Kazim Ali

Two Halves

Two halves circle each other
each aching for the other’s arms

They’re rent in their itching
to hit the ground at the speed of sound

The half of you is tone deaf
but the other half still sings

One half forgot the other’s face
his “collision or collusion with history”

The two lock now one to the other
sink blazingly below the clouds

surrendering the instinct to disfigure
disrobe, on the ground, twitching

from impact—one cast the other down
from Heaven

He-half mad by now, a curse-river
he’s parched, strung out, devoured

Unable to articulate how the other half felt
falling, shrieking, about to cut the sky in half

As for what they were holding when they fell
each can only remember

they’re thinking of it as they fall,
sun-spilled, thunderous, sundered

the lonely earth, an only child,
given to the mother who will let go

 

Kazim Ali is the author of two books of poems, The Far Mosque and The Fortieth Day, a transgenre memoir Bright Felon: Autobiography and Cities, and two novels, Quinn's Passage and The Disappearance of Seth. In fall of 2010, his Orange Alert: Essays on Poetry, Art and the Architecture of Silence will be published in the Poets on Poetry Series. In addition to teaching at Oberlin College and the Stonecoast MFA Program, he is also founding editor of Nightboat Books.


* **Work item**
How many of the lines below have the word "projection" in them? The answer is that number and nothing more.

* **Excerpts from a figure dataset**
——————————
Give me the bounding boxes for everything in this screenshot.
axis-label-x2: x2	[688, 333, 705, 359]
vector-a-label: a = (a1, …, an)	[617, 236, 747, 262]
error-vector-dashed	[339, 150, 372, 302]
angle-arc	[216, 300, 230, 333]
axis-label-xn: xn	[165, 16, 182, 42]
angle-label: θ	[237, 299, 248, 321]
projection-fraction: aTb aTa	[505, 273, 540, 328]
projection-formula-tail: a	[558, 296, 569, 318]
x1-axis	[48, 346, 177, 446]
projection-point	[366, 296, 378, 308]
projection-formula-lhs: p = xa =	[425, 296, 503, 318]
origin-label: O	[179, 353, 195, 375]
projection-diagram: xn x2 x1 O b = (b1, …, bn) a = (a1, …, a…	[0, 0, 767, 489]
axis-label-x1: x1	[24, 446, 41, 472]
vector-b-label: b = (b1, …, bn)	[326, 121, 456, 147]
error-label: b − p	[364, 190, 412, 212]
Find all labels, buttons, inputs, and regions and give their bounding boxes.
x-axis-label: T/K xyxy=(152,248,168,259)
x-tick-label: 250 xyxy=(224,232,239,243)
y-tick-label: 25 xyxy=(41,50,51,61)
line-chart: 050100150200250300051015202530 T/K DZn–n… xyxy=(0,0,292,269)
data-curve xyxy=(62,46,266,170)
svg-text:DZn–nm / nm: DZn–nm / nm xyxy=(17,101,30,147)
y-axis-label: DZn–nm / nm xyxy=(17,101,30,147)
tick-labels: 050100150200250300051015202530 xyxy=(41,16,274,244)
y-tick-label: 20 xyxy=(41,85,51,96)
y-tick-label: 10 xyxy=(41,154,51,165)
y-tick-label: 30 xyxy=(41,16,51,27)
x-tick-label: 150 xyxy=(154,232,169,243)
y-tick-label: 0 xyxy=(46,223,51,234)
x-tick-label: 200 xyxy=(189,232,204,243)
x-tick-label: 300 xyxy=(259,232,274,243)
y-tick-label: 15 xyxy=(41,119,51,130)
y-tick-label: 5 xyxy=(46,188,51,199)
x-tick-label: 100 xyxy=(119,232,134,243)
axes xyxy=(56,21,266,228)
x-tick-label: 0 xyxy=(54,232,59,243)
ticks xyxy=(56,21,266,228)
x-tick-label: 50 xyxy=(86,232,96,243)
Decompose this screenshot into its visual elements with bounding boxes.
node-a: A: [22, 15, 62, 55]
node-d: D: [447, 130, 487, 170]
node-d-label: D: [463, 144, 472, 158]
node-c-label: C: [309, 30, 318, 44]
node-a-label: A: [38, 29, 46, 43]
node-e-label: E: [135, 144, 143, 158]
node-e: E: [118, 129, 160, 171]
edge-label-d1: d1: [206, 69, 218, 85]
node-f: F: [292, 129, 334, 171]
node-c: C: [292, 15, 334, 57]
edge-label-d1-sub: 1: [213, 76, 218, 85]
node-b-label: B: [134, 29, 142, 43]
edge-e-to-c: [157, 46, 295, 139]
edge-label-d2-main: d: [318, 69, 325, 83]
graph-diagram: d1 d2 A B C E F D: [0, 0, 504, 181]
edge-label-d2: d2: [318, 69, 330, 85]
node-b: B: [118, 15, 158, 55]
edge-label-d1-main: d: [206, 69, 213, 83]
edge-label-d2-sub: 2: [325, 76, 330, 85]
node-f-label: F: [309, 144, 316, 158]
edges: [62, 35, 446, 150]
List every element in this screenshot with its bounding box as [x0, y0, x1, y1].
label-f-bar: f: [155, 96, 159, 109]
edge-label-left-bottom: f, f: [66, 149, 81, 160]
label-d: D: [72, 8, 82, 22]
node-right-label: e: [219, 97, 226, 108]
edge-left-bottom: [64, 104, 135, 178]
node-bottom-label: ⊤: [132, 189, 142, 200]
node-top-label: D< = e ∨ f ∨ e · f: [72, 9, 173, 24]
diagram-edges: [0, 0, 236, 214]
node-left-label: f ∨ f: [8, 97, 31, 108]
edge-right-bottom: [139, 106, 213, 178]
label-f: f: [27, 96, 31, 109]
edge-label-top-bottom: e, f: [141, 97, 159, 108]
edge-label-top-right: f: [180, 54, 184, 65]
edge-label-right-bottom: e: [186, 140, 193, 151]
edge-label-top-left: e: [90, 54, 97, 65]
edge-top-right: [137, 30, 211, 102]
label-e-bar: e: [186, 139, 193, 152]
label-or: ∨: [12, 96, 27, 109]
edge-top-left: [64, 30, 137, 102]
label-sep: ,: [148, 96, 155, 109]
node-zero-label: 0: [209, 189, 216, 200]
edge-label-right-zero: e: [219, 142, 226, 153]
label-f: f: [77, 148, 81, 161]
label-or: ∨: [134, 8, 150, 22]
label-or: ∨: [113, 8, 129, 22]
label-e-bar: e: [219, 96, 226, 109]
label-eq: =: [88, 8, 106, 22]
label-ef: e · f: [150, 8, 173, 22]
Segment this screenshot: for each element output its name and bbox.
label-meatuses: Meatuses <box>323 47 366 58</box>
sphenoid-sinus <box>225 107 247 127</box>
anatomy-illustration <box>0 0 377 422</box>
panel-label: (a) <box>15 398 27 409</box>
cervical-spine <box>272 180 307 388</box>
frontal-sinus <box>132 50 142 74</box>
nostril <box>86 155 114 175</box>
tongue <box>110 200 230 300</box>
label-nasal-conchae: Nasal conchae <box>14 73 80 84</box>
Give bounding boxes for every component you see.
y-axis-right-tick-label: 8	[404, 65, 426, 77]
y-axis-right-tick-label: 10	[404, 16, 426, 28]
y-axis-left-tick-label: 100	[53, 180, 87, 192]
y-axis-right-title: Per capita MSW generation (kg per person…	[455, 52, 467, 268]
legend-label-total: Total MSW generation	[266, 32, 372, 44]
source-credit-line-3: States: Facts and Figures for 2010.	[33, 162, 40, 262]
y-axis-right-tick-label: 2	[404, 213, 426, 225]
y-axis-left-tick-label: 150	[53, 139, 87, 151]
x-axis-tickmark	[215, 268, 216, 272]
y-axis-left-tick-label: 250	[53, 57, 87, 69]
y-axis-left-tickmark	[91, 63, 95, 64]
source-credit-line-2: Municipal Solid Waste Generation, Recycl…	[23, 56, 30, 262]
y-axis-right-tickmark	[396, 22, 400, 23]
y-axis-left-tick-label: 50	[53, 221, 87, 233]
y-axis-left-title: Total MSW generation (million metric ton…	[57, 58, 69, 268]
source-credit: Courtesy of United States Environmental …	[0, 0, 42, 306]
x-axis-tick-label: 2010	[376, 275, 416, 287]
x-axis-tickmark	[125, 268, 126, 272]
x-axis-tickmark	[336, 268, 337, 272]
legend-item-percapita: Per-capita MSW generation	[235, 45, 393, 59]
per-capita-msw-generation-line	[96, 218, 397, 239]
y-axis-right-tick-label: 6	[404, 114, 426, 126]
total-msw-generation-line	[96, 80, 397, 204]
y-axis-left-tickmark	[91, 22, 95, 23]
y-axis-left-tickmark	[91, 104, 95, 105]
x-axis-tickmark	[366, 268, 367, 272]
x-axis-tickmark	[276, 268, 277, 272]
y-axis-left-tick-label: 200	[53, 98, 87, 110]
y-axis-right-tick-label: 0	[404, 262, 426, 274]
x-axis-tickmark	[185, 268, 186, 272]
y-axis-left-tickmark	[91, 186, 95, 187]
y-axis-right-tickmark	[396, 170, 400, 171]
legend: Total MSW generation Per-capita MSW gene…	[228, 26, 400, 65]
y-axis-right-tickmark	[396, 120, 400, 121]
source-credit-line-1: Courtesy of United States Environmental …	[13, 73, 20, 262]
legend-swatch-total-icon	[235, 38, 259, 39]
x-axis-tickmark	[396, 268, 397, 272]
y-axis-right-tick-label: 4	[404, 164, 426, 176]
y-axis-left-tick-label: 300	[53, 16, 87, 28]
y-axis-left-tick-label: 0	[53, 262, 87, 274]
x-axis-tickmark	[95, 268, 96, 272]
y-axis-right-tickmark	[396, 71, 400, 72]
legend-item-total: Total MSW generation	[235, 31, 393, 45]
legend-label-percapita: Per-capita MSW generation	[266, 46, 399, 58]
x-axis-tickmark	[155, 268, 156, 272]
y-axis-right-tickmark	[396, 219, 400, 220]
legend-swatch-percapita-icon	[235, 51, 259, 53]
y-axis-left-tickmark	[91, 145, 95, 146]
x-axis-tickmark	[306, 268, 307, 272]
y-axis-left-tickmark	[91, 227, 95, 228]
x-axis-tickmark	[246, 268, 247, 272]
——————————
* **Exercise response**
5